2. Aside from cost of transportation, you run into other logistical problems such as availability of products at each node. In a way I suppose it's related to #1, but rather than cost of transportation, this deals with "speed of transportation". With electrons, the time it takes to get between nodes is tiny which allows for this type of architecture to work well. However, if you have to "order" a product from another node in real life, the time it takes that apple or orange to get to the other node seems unrealistic. This is the reason stores exist...in order to ensure that there is enough supply of everything for a wide variety of people.

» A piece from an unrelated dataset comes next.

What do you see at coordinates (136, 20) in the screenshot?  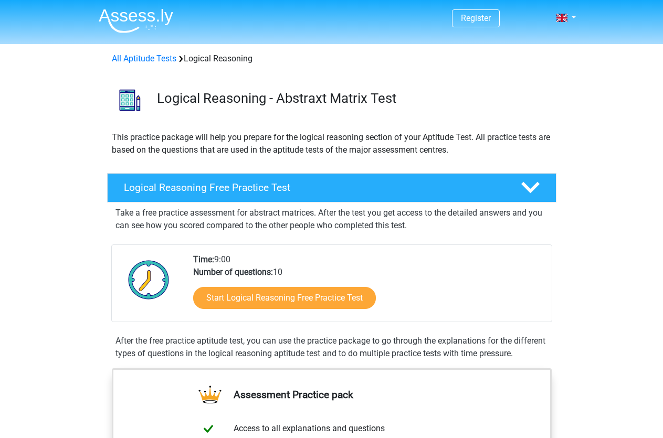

Ok, like I said I really believe in these projects and think they are important to do locally, but I'm not sure how this could work on a large scale...
Comment by Ursula Kochanowsky on April 14, 2010 at 3:20am
Nicholas, you're missing the point. The goods produced are not meant to be shipped. They're meant to be eaten, right where they are.
This is to ensure that we are awash in cheap, plentiful, nutritious and local food by walking down the street.
Comment by Nicholas Nagao on April 14, 2010 at 3:37am
Ursula, I love the idea, but I'm trying to understand the practicality and/or advantages/disadvantages. I understand that it would be nice to look at things in a distributed network architecture, but as a System architect, I study this type of thing all the time, and can say that a distributed network is not always the best solution. There are tradeoffs to each type of system. While things like redundancy have been noted in the example as to good thing about a distributed network, I feel it should be pointed out that there are many disadvantages to this architecture as well

For instance, quality control is very difficult on a distributed network. When you have choke points in a system, it's easier to apply global rules, filters, or other quality control features. In a grid or distributed network, each node would have to have these filters.

Storage is also another problem with Distributed networks, as I was trying to discuss with my last comment, but perhaps didn't make very clear. Distributed networks work great for continually moving traffic, but once you have to store large quantities of "data" or whatever else you're moving, you run into logistical problems as I was describing.

Anyways, I'm not trying to derail the conversation, but wanted to inject some objectivity and further thinking into how we can overcome some of these problems, and to give an honest look as to whether this is indeed better than a decentralized system...

There are obviously benefits to these ideas aside from "efficiency", however, I feel that if you're going to compare something that was built for certain reasons, you should at least understand the reasons and decide whether they apply to what you're trying to implement it in.